Disney’s The Finest Hours is based on a book about the greatest small boat rescue in the history of the Coast Guard.
Bernie Webber and his crew (four, counting him) rescued thirty-two sailors from the aft half of the Pendleton, a tanker sheared in half by a blizzard in February of 1952. The film, which features Chris Pine as Webber, is a very basic story with a little character development and some impressive effects work – but make no mistake, the storm and the rescue are the film’s stars.
We meet Bernie as he is about to meet a girl he’s talked with on the phone for weeks, but has never seen. He’s far more insecure and nervous than you might expect from a handsome guy, but bolstered by encouragement by his best friend (John Magaro), he follows through.
The girl, Miriam (Holliday Grainger, Cinderella), is a stunner and far more self-assured – she feels like a 21st Century woman in the wrong time.
Cut to a year later and she’s proposed to him – which he nearly blows completely (not the brightest bulb on the chandelier) – and the day he approaches his new CO, Daniel Cluff (Eric Bana), to ask for permission to marry her, there’s a blizzard. It’s a nor-easter of epic proportions and before long we learn that it’s sheared not one but two tankers in half.
On the still floating half of the Pendleton, the sailors are fighting about whether they should launch the lifeboats or hang tough and hope they can reach the Coast Guard on a jerry-rigged radio.
1st Assistant Engineer Ray Siebert (Casey Affleck) is pushed by veteran tar Pops (Graham McTavish) to speak up before it comes to blows. Siebert reluctantly takes charge – and even comes up with a plan to keep the remaining segment of the Pendleton afloat long enough for a rescue.
With one crew out trying to rescue sailors from that other sheared ship, Cluff orders Bernie to take a crew and a small boat and get to the Pendleton.
The rest of the film – with a few pauses for the folks on shore – is about Bernie getting the small boat to Pendleton (despite losing its compass) in the face of gale force winds and fifty-foot waves. He might be the brightest guy, but he’s got an almost mystical knowledge of the waters and the kind of old-fashioned grit and decency that keeps a man from quitting until he’s done what he’s got to do.
On shore, Miriam charges into the Coast Guard barracks and demands that Cluff order Bernie to return. Cluff reacts like a fifties guy and orders her to shut up and get out. Later, circumstances place her in a situation where she learns a bit of a lesson on weathering a storm with her man at sea.
Meanwhile, on the Pendleton, even Siebart’s ingenuity is taxed by the storm and he makes a decision to run the remains of the Pendleton aground. All they have to do is find a shoal.

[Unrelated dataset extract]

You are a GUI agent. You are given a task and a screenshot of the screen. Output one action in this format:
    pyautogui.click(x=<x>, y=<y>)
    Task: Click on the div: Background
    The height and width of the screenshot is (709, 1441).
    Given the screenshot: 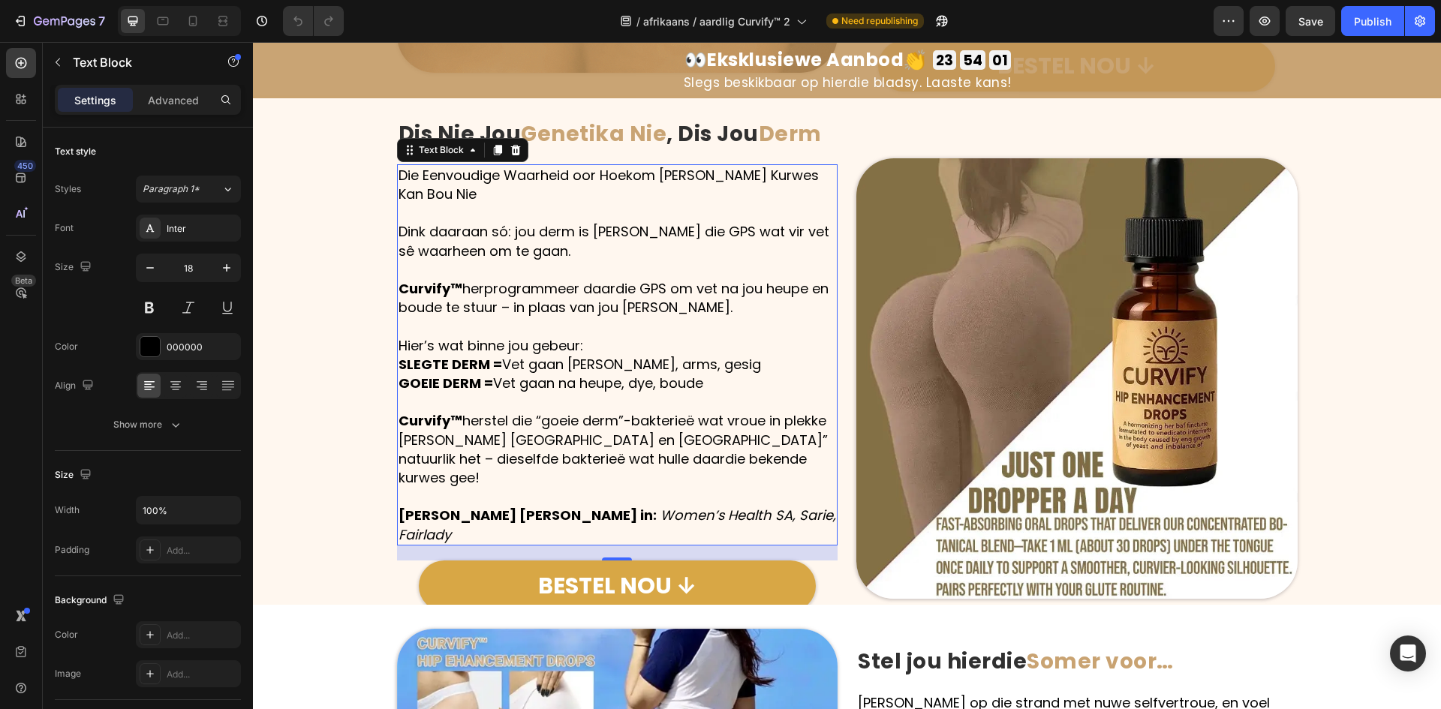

Basically, the thing that keeps The Final Hours afloat is that despite very basic character sketches, the supporting cast infuses their characters with warmth, rage or whatever the plot requires – without seeming to be forcing anything.
The physical demands on Bernie and Siebert and their respective crews is ramped up to an almost unbelievable level – a level we would never believe if this was a fictional tale; if these events hadn’t actually happened.

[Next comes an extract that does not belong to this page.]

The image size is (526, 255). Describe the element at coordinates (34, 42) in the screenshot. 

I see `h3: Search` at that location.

Craig Gillespie (Lars and the Real Girl, Fright Night) stages the action well and Javier Aguirresarobe is seamlessly married to the CGI effects to create undeniable tension.

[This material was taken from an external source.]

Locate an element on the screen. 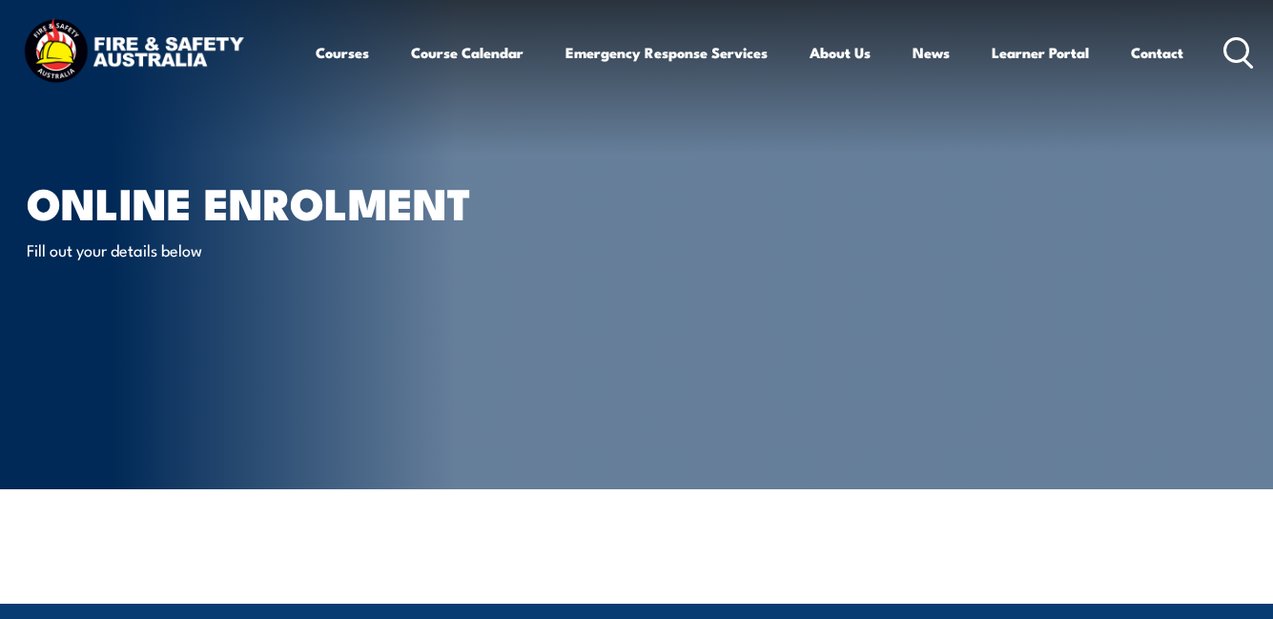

The Finest Hours is not the cheesy disaster movie that the ads might have suggested – it’s an earnest tale of something amazing that actually happened. It’s not overly dramatized – with the exception of the romance subplot (which also happened), which feels shoehorned in, The Finest Hours is a decently entertaining film about decent folks trying and succeeding to do the right thing.